The biggest single increase in domestic spending is $5.4 billion to deal with the Ebola outbreak, although much of this will go to support the deployment of 3,000 US troops in West Africa.

In domestic policy, the budget cuts $345.6 million from the Internal Revenue Service, to make it easier for corporations and the super-rich to evade taxes, and $60 million from the budget of the Environmental Protection Agency. Republican House Speaker John Boehner boasted that Congress had cut EPA funding for the fifth consecutive year, reducing staff levels at the agency to the lowest in 25 years.

The “domestic” spending portion of the budget includes $387 million more for the Department of Energy to modernize the US nuclear weapons stockpile.

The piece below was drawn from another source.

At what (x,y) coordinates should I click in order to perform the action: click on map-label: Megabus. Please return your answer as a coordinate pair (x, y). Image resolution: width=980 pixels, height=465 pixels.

The House of Representatives took the first step towards approving the continuing resolution on Thursday morning, with a procedural vote to take up the bill and begin debate passing by a narrow 214-212 margin.

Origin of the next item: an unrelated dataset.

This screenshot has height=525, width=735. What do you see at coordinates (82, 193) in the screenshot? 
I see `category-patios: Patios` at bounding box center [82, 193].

Boehner nearly lost the vote on the adoption of the rule governing debate on the measure—normally a straight party-line vote—when 18 ultra-right Republicans broke ranks and voted “no,” demanding that the budget measure include a provision to immediately reverse President Obama’s executive order on immigration.

The congressional Republican leadership decided to postpone a confrontation on immigration until January, when the Senate switches to Republican control. With that in mind, the legislation funds all of the federal government through September 30, 2015 except the Department of Homeland Security, which enforces immigration law. The DHS is funded only until February 27, 2015, setting up a test of the immigration policy during that month.

Actual passage of the continuing resolution by either the House or the Senate remained in question as of this writing Thursday night. As many as 70 Republicans in the House were expected to vote against the bill, making it dependent on sufficient Democratic Party support to pass. In the Senate, the bill could be filibustered by ultra-right Republicans or Democrats opposed to weakening of the Dodd-Frank financial industry regulations.

Boehner said there was no danger of a federal government shutdown, because the House would vote on a short-term continuing resolution of a few days if it could not complete action in time to meet the midnight Thursday deadline.

Outgoing Senate Majority Leader Harry Reid has already agreed to the basic outline of the continuing resolution—full-year funding of all departments except DHS—and has followed the White House lead on accepting the non-budget riders on financial and environmental regulation.